--- WHAT THIS TASK INVOLVES ---
In the entries below, locate the line with "What do you see at coordinates (818, 25)", then give again that line and all lines after it, exactly, with pictures omitted.

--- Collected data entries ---
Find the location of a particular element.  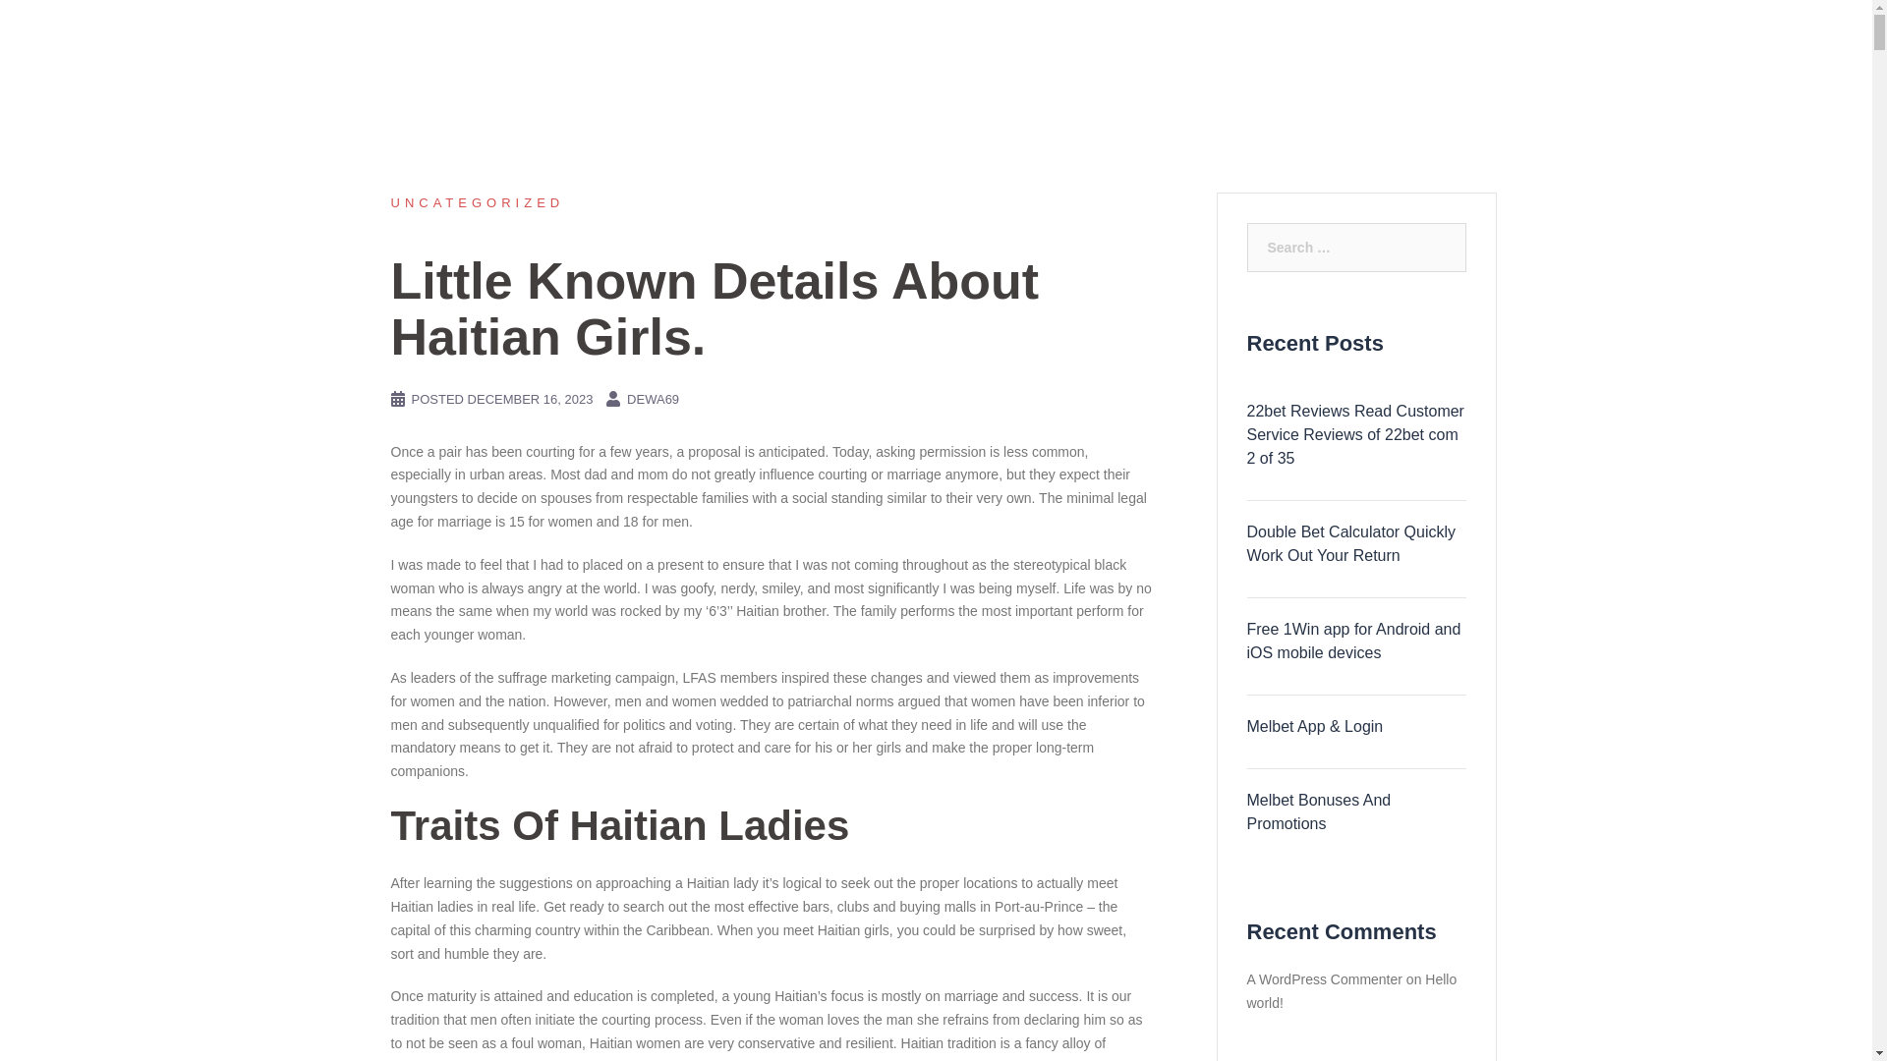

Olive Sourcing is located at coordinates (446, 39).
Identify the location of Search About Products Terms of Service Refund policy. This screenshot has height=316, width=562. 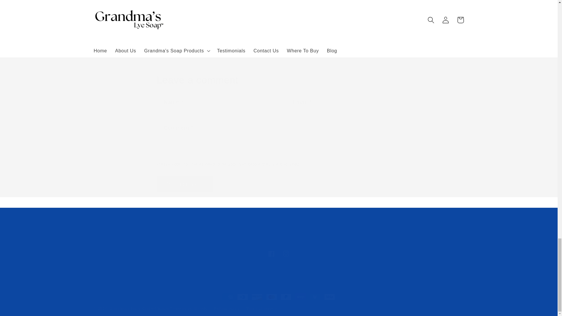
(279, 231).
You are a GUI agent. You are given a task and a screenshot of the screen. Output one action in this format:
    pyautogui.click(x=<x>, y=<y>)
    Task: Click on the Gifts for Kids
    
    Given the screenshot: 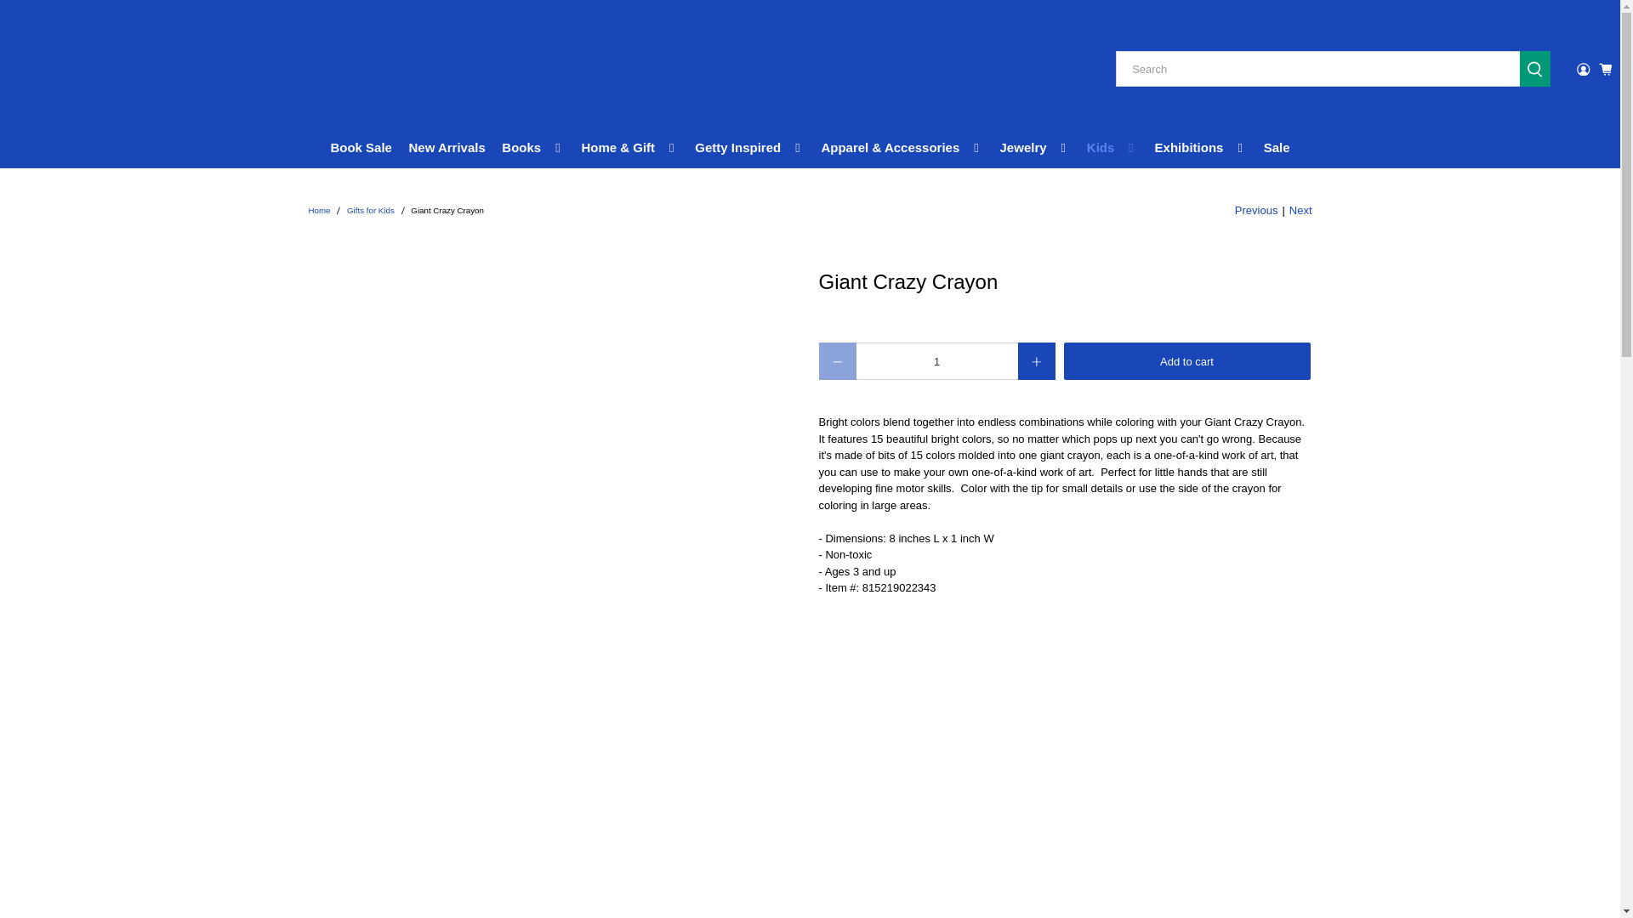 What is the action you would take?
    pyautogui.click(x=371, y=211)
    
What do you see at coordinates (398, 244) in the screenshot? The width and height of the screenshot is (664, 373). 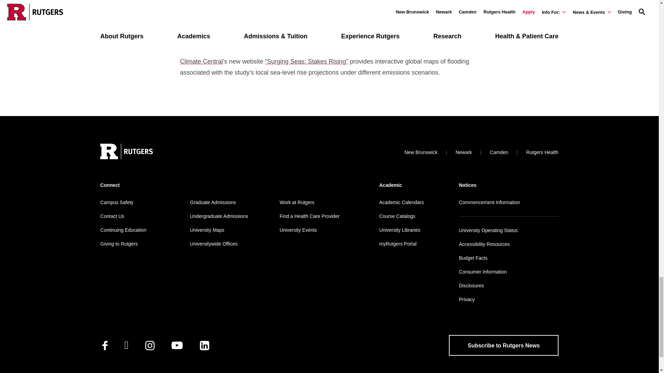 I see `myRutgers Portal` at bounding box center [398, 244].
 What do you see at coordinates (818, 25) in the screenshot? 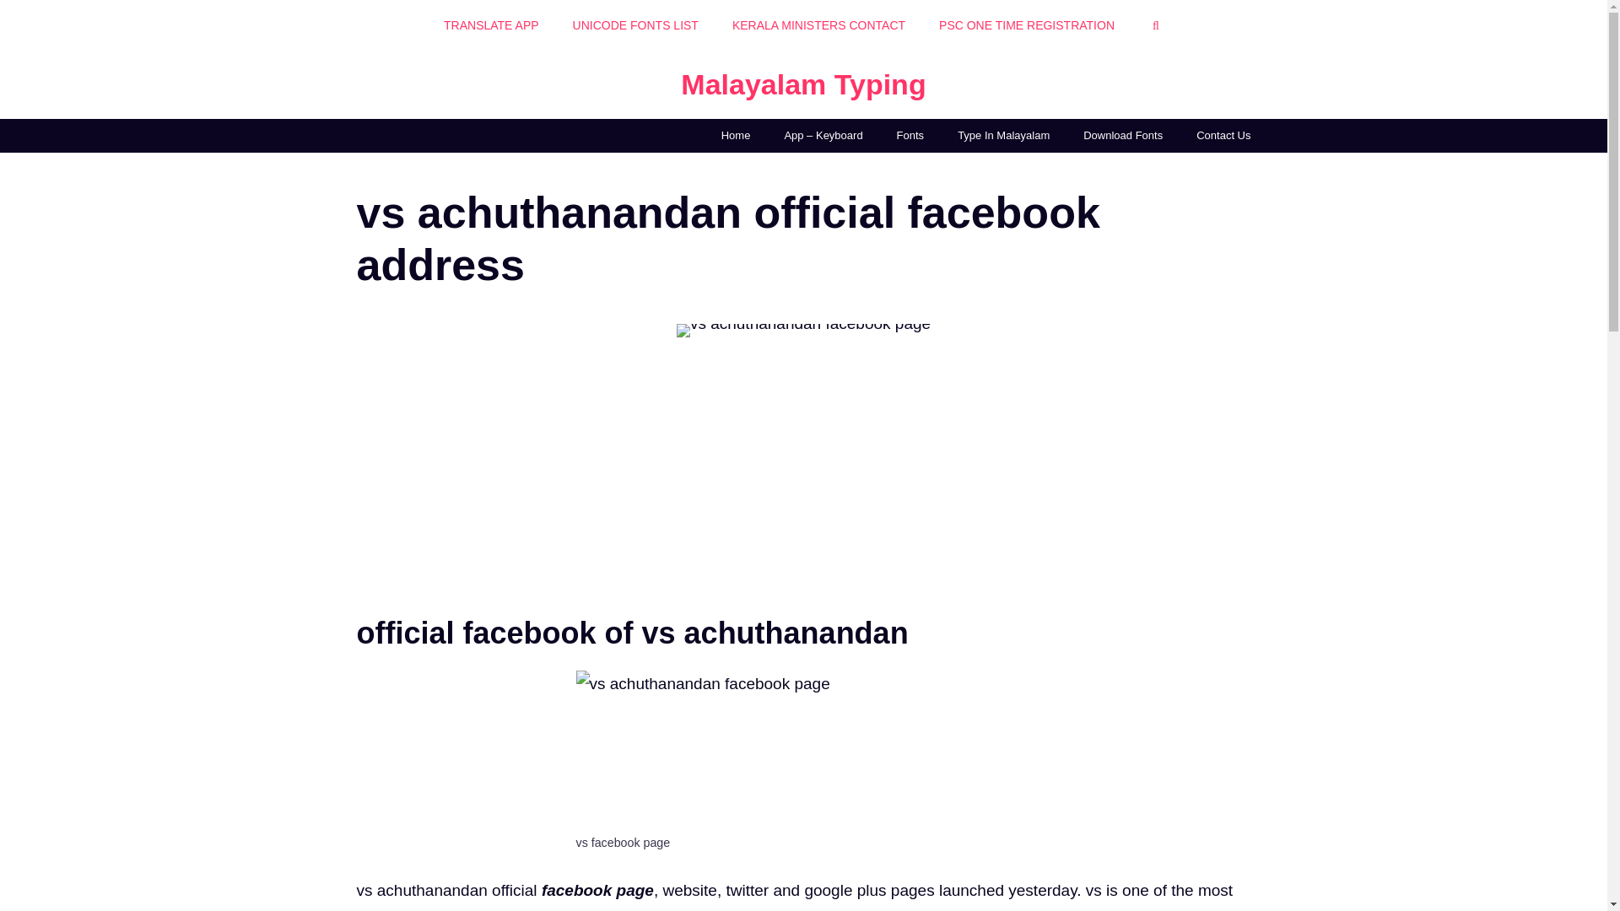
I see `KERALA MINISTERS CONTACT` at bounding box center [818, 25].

--- ANSWER SECTION ---
 What do you see at coordinates (818, 25) in the screenshot? 
I see `KERALA MINISTERS CONTACT` at bounding box center [818, 25].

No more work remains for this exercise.